SOUND INTERNET SOLUTIONS


VENDORS CONVERGE ON
TRANSFORMATION STATION

Is SEMCI just around the corner? Not quite.

By John Ashenhurst


The caveats don't preclude eventual success with Transformation Station, but they do suggest that transforming the industry to use it isn't a trivial task.

03p42.htm In December 2001, AMS Services announced that it had made arrangements with IVANS to use Transformation Station, a network service that facilitates communication between agency and carrier systems. Transformation Station was originally created by Applied Systems but, in late 2000, Applied made the technology available to the industry through IVANS.

Shortly after the AMS Services announcement, the IIAA commended the vendor for joining Applied and DORIS in committing to Transformation Station, noting: "This positive development has the potential to create the critical mass the industry needs to make SEMCI--single entry, multiple company interface--a reality." Since AMS Services, Applied Systems, and DORIS serve more than 80% of the independent agency community, having them all use the same technology should certainly benefit agents, making it easier for carriers to develop and support both real-time and batch interface.

While the convergence of three vendors on a single interface platform is certainly good news, it would be a mistake to assume that SEMCI is now a reality or will be any time soon for most of the agency population. In many respects the problems in achieving SEMCI have been less with the vendors and more with the carriers. And though vendor commitment to Transformation Station appears to remove one hurdle to carrier support of two-way, real-time and batch interface, there are others--financial, technical, and strategic.
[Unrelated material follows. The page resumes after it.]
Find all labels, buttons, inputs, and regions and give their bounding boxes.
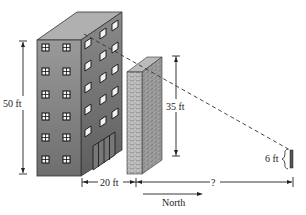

There is a real danger that over-enthusiastic reporting of the AMS commitment to Transformation Station will lead to unrealistic expectations by agents. For the last 20 years, agents have been told that the solution to the multi-carrier data exchange problem is right around the corner. At first they were told that ACORD standards and the IVANS network would provide the solution. That didn't happen--at least as advertised. Then agents were told the ACORD XML standards (now released) would solve the problem. Now IVANS' Transformation Station is supposed to be the panacea. Because of the perpetual gap between promise and reality over the last 10 or 15 years, agents have moved from being hopeful, to skeptical, then to cynical, and now to being apathetic. Although vendor convergence on Transformation Station is good news, it may prove to be only another way-station on a long and frustrating journey.

Why Transformation Station?

What is Transformation Station? According to IVANS, "Transformation Station ... now provides one-stop shopping for agency vendors and companies. Whether the solution is real-time, batch, store and forward, immediate mailboxing, or a combination, the business can be conducted through a single infrastructure." Transformation Station is, in part, a software package that translates insurance transactions from one form to another (ACORD AL3, ACORD XML, or some proprietary format) and between batch and real-time transmission as well.

Presumably, one of the barriers to widespread adoption of SEMCI has been the inability of carrier systems to connect with all agency systems and vice versa. One carrier system may support AL3 batch interface, another proprietary batch interface, and a third proprietary XML. With Transformation Station in the middle, theoretically at least, any carrier should be able to connect with any of the three subscribing management systems.

When IVANS was founded, the choice of its name was quite deliberate. It was to be a value-added network and would provide a translation service between various transaction formats so that one network subscriber could communicate with another without worrying about formats. IVANS would provide store-and-forward services (mail boxes) with translation services in between.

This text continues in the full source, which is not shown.